Most of the work is now done in the fragment shader:

varying vec4 position;  // position of the vertex (and fragment) in world space
varying vec3 varyingNormalDirection;  // surface normal vector in world space
uniform mat4 m, v, p;
uniform mat4 v_inv;

struct lightSource
{
  vec4 position;
  vec4 diffuse;
  vec4 specular;
  float constantAttenuation, linearAttenuation, quadraticAttenuation;
  float spotCutoff, spotExponent;
  vec3 spotDirection;
};
lightSource light0 = lightSource(
  vec4(0.0,  1.0,  2.0, 1.0),
  vec4(1.0,  1.0,  1.0, 1.0),
  vec4(1.0,  1.0,  1.0, 1.0),
  0.0, 1.0, 0.0,
  180.0, 0.0,
  vec3(0.0, 0.0, 0.0)
);
vec4 scene_ambient = vec4(0.2, 0.2, 0.2, 1.0);
 
struct material
{
  vec4 ambient;
  vec4 diffuse;
  vec4 specular;
  float shininess;
};
material frontMaterial = material(
  vec4(0.2, 0.2, 0.2, 1.0),
  vec4(1.0, 0.8, 0.8, 1.0),
  vec4(1.0, 1.0, 1.0, 1.0),
  5.0
);

void main()
{
  vec3 normalDirection = normalize(varyingNormalDirection);
  vec3 viewDirection = normalize(vec3(v_inv * vec4(0.0, 0.0, 0.0, 1.0) - position));
  vec3 lightDirection;
  float attenuation;
  
  if (0.0 == light0.position.w) // directional light?
    {
      attenuation = 1.0; // no attenuation
      lightDirection = normalize(vec3(light0.position));
    } 
  else // point light or spotlight (or other kind of light) 
    {
      vec3 positionToLightSource = vec3(light0.position - position);
      float distance = length(positionToLightSource);
      lightDirection = normalize(positionToLightSource);
      attenuation = 1.0 / (light0.constantAttenuation
                           + light0.linearAttenuation * distance
                           + light0.quadraticAttenuation * distance * distance);
      
      if (light0.spotCutoff <= 90.0) // spotlight?
	{
	  float clampedCosine = max(0.0, dot(-lightDirection, light0.spotDirection));
	  if (clampedCosine < cos(radians(light0.spotCutoff))) // outside of spotlight cone?
	    {
	      attenuation = 0.0;
	    }
	  else
	    {
	      attenuation = attenuation * pow(clampedCosine, light0.spotExponent);   
	    }
	}
    }
  
  vec3 ambientLighting = vec3(scene_ambient) * vec3(frontMaterial.ambient);
  
  vec3 diffuseReflection = attenuation 
    * vec3(light0.diffuse) * vec3(frontMaterial.diffuse)
    * max(0.0, dot(normalDirection, lightDirection));
  
  vec3 specularReflection;
  if (dot(normalDirection, lightDirection) < 0.0) // light source on the wrong side?
    {
      specularReflection = vec3(0.0, 0.0, 0.0); // no specular reflection
    }
  else // light source on the right side
    {
      specularReflection = attenuation * vec3(light0.specular) * vec3(frontMaterial.specular) 
	* pow(max(0.0, dot(reflect(-lightDirection, normalDirection), viewDirection)), frontMaterial.shininess);
    }
  
  gl_FragColor = vec4(ambientLighting + diffuseReflection + specularReflection, 1.0);
}

Note that the vertex shader writes a normalized vector to varyingNormalDirection in order to make sure that all directions are weighted equally in the interpolation. The fragment shader normalizes it again because the interpolated directions are no longer normalized.

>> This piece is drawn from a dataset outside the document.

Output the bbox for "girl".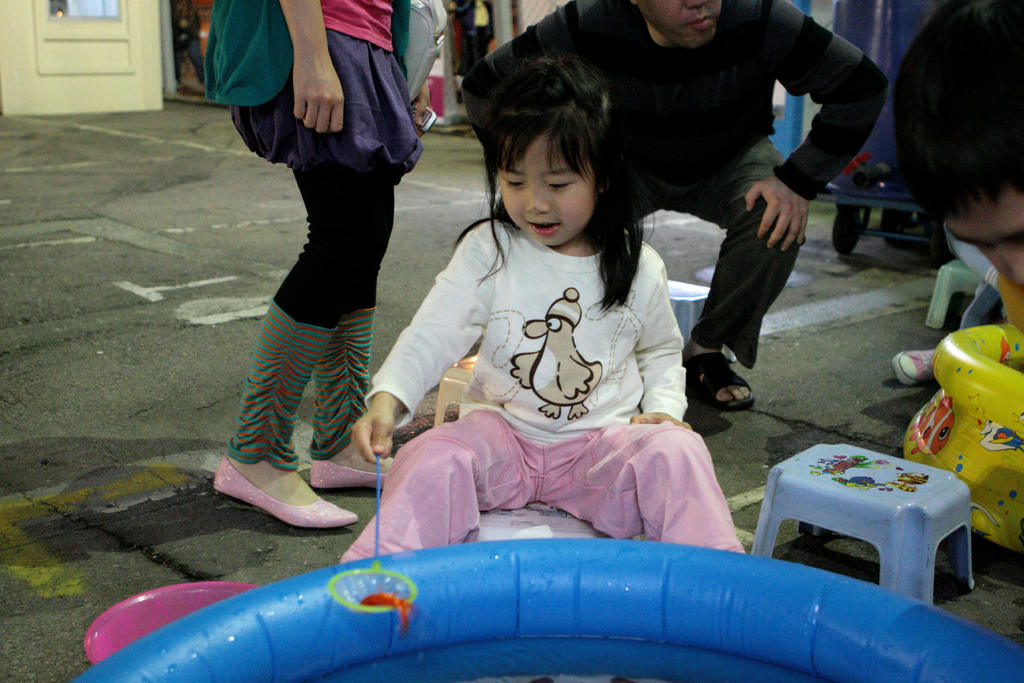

Summary[edit | edit source]

Congratulations, now you know how per-pixel Phong lighting works. We have seen:

  • Why the quality provided by per-vertex lighting is sometimes insufficient (in particular because of specular highlights).
  • How per-pixel lighting works and how to implement it based on a shader for per-vertex lighting.

Further Reading[edit | edit source]

If you still want to know more


< GLSL Programming/GLUT

Unless stated otherwise, all example source code on this page is granted to the public domain.